Conceptual framework

Technical and treatment choices

We used automated sphygmomanometers to measure blood pressure (BP) and diagnosed HTN if two out of three readings were ≥ 140/90 mmHg on 3 separate visits (or 2 separate occasions if BP ≥ 180/110 mmHg). Any adult presenting to a health facility in Zimbabwe receives a blood pressure check, and among HIV patients annual screening for HTN is recommended [15]. For DM we adopted a health facility-based opportunistic screening approach according to risk factors such as family history, presence of HTN, HIV, active TB, obesity, CVD or Chronic Kidney Disease (CKD). Diagnosis of DM was based upon a combination of two tests: glycosylated haemoglobin (HbA1c) ≥6.5% and a random blood sugar (RBS) ≥11.1 mmol/L, or a fasting blood sugar (FBS) ≥7 mmol/L. In the presence of severe symptoms of hyperglycaemia, a single high reading of blood glucose confirmed diagnosis (see Table 1).

Table 1 Diagnosis of DM: test combinations required

Those with self-reported conditions were rescreened to confirm the diagnosis, if there was insufficient clinical or documentary evidence to support the accuracy of the initial diagnosis. For both conditions, active screening in the community was avoided as this has been shown not to be cost-effective [8, 16], and due to concerns that it might overload health facilities with patients.

The treatment initiation threshold for patients with HTN-only was set at BP ≥160/100 mmHg in line with the WHO/ISH risk stratification [17] and standard MSF protocols. For patients with additional risk factors such as diabetes, known CVD or CKD, a lower threshold was chosen (BP ≥140/90 mmHg). The initial treatment target was defined as BP < 140/90 mmHg for patients < 65 years, and BP < 150/90 for patients ≥65 years. Subsequently we simplified protocols, and set a single target of 140/90 for all age-groups.
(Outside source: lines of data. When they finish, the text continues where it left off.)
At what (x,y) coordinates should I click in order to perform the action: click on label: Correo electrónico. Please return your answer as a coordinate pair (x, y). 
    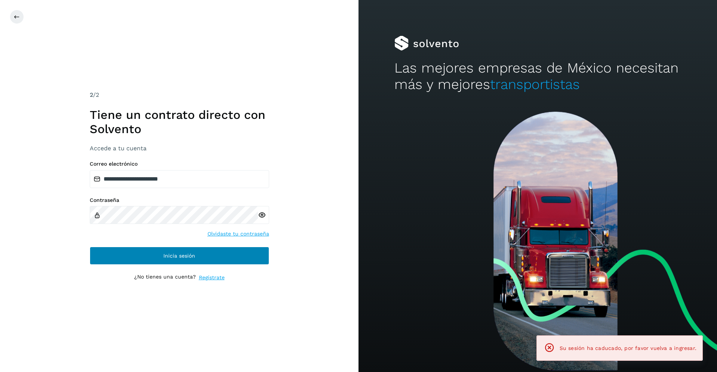
    Looking at the image, I should click on (179, 164).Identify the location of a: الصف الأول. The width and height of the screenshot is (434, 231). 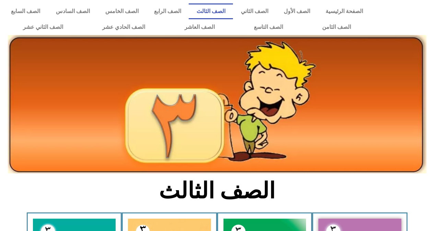
(297, 11).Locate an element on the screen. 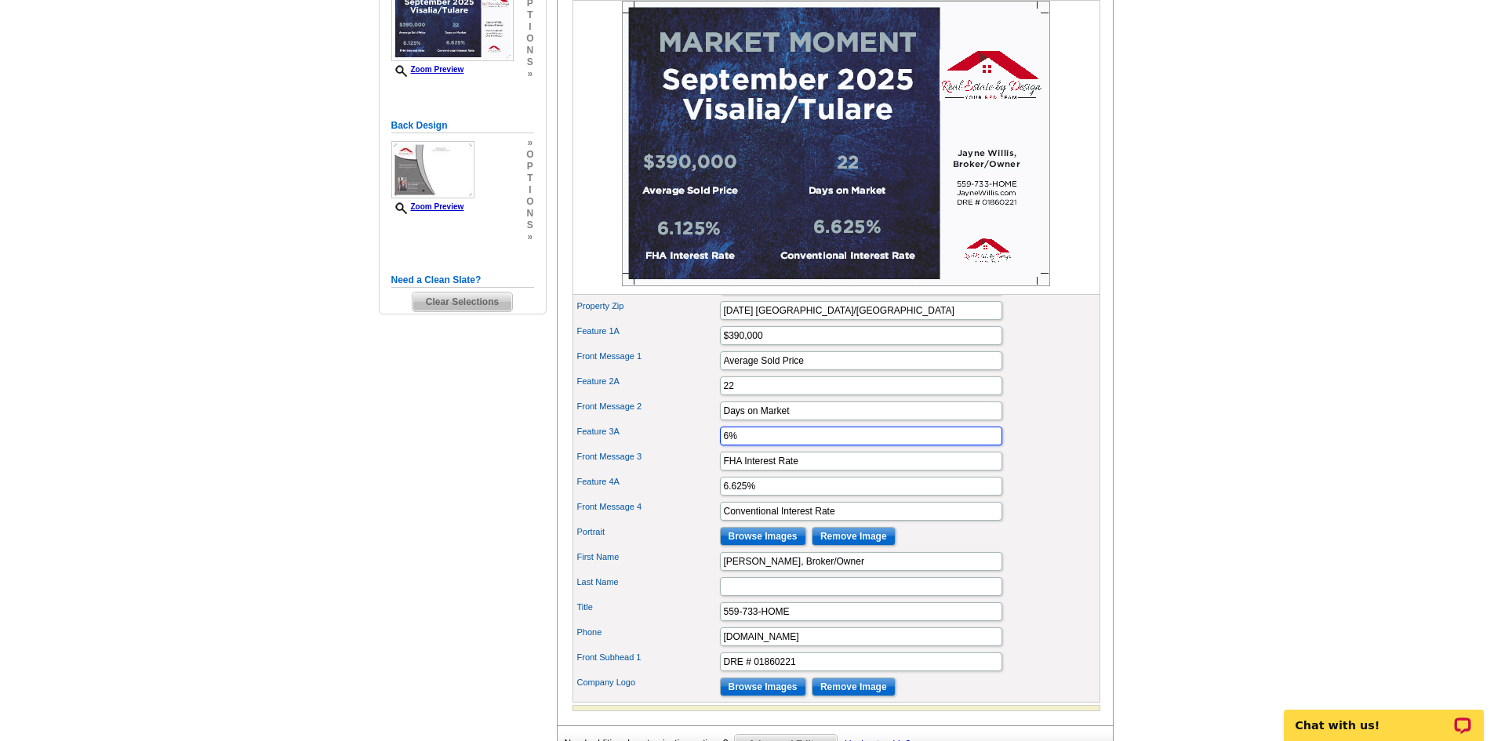 The height and width of the screenshot is (741, 1494). label: Front Message 2 is located at coordinates (648, 406).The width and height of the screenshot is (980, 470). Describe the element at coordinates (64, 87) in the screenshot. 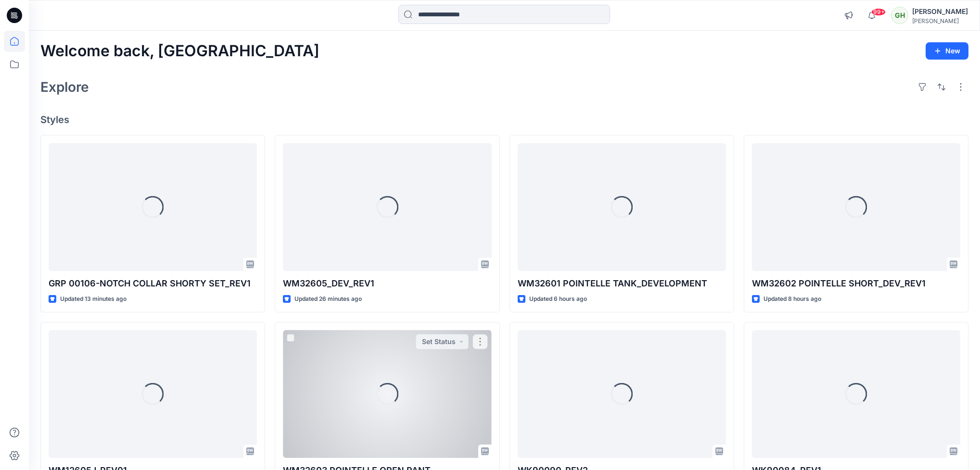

HbA1c targets for diabetes were initially defined as < 8% for < 65 years, and < 9% for ≥65 years. A single target of < 7% for low risk patients independently of age was subsequently chosen within a rationale of simplification. A target of < 8% was set for high risk patients (elderly, history of severe hypoglycaemia, multiple comorbidities, long-standing diabetes, limited life expectancy or advanced chronic diabetic complications).

Results

Between July 2016 and June 2019, 3094 patients were registered in the programme (188 with DM only, 2473 with HTN only, 433 with both DM and HTN). We describe below our experience of setting up the programme along the lines of our conceptual framework of enablers. Table 2 below summarizes the enablers, key components and lessons learned.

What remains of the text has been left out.